The reason this is a story is that it's calling out the bullshit reasoning of management, not that management doesn't have a right to decide the content of their media properties. Many of us have sat through meetings with leadership who are endlessly rationalizing their decisions with crappy data, and felt the frustration that comes with being able to see through the half-truths. This article is interesting because they did some research and called their bluff with actual numbers.
Welcome to the 21st century where you can have valid reasons but face the endless threat of bad press and litigation for giving them. Almost every manager and CEO I know is afraid to give constructive feedback in employee reviews. The fact that they came up with some bs explanation with holes isn’t news to me. Imagine what the press would be if they said “I told them to do their f’n job 5x and they didn’t”
> Welcome to the 21st century where you can have valid reasons but face the endless threat of bad press and litigation for giving them

These are both strong indicators that the reasons are not valid.

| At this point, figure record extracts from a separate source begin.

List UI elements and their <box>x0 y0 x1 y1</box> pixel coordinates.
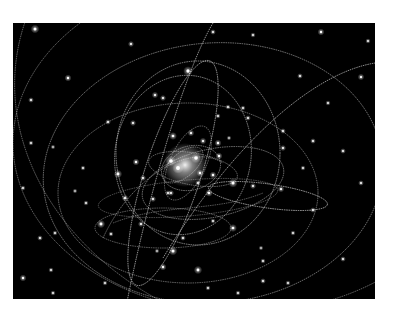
star <box>342 258 344 260</box>
orbit-ellipse <box>95 208 231 248</box>
orbit-arcs <box>103 23 375 299</box>
star <box>30 99 32 101</box>
star <box>302 167 304 169</box>
star <box>124 197 126 199</box>
star <box>170 192 172 194</box>
star <box>312 140 314 142</box>
star <box>172 250 175 253</box>
star <box>327 102 329 104</box>
star <box>282 130 284 132</box>
star <box>169 159 173 163</box>
star <box>132 122 134 124</box>
star <box>194 156 198 160</box>
star <box>212 220 214 222</box>
star <box>162 266 164 268</box>
star <box>142 177 144 179</box>
star <box>67 77 69 79</box>
star <box>117 173 120 176</box>
star <box>52 146 54 148</box>
star <box>282 147 284 149</box>
star <box>199 172 201 174</box>
star <box>22 187 24 189</box>
star <box>176 166 180 170</box>
star <box>232 227 235 230</box>
star <box>360 76 362 78</box>
star <box>154 94 156 96</box>
star <box>247 117 249 119</box>
star <box>100 223 103 226</box>
star <box>360 182 362 184</box>
star <box>152 198 154 200</box>
star <box>218 155 220 157</box>
orbit-arc <box>113 193 263 223</box>
star <box>190 132 192 134</box>
star <box>312 209 314 211</box>
star <box>287 282 289 284</box>
star <box>186 69 189 72</box>
star <box>197 182 199 184</box>
star <box>299 75 301 77</box>
star <box>104 282 106 284</box>
star <box>85 202 87 204</box>
star <box>140 223 142 225</box>
star <box>262 280 264 282</box>
star <box>231 181 234 184</box>
star <box>252 185 254 187</box>
orbit-visualization-image <box>13 23 375 299</box>
star <box>50 269 52 271</box>
star <box>292 232 294 234</box>
star <box>207 287 209 289</box>
star <box>130 43 132 45</box>
star <box>212 31 214 33</box>
star <box>280 188 282 190</box>
star <box>162 97 164 99</box>
star-orbits-svg <box>13 23 375 299</box>
star-field <box>19 25 370 296</box>
star <box>367 40 369 42</box>
orbit-ellipse <box>58 103 318 283</box>
star <box>197 269 200 272</box>
star <box>260 247 262 249</box>
star <box>182 237 184 239</box>
star <box>22 277 24 279</box>
star <box>54 232 56 234</box>
star <box>74 190 76 192</box>
star <box>82 167 84 169</box>
star <box>30 142 32 144</box>
star <box>212 174 214 176</box>
star <box>135 161 137 163</box>
star <box>156 250 158 252</box>
star <box>202 140 204 142</box>
star <box>110 233 112 235</box>
star <box>227 106 229 108</box>
star <box>217 115 219 117</box>
star <box>228 137 230 139</box>
star <box>52 292 54 294</box>
star <box>172 135 175 138</box>
star <box>34 28 37 31</box>
star <box>252 34 254 36</box>
star <box>262 260 264 262</box>
star <box>107 121 109 123</box>
star <box>242 107 244 109</box>
star <box>39 237 41 239</box>
star <box>208 192 211 195</box>
star <box>320 31 322 33</box>
star <box>217 142 219 144</box>
star <box>237 292 239 294</box>
star <box>342 150 344 152</box>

I'm surprised commenters here seem to be siding with management when:

* They only bought the site about a year ago.

* They've replaced a number of women/minority executives with white, male, nepotism hires.

* The editorial mandate to "stick to sports" violates the CBA with the GMG Union, which prohibits the owners from having editorial say.

* There have been numerous complaints from both writers and commenters on the site about the decline in the quality of the content since the takeover.

* About a week ago, obnoxious, auto-playing, with-sound video ads starting covering every article, and the comments in every section complained about them. The writers made a post asking for feedback, which management removed and only then said "stick to sports".

I mean really, it just takes a quick look at the comment section of any article to see how mad the commenters have been about this issue. Oh wait, management removed the comments on Deadspin (and no other kinja site). They also drove away some of the most popular writers on the site, like Drew Magary, and that's where the complaints about the decline in quality come from. The whole thing has just been incompetent mismanagement for a long time, and as a long-time reader, has been one of the biggest bummers since Joystiq was shuttered.

> I'm surprised commenters here seem to be siding with management

Why is this surprising? HN is an outlet that worships startups, makes founders into deities, and generally comments “if employees aren’t happy they should leave” on every worker-related article.

It makes more sense if you read the comments understanding that many commenters want to be the founder of the next “unicorn” and get rich.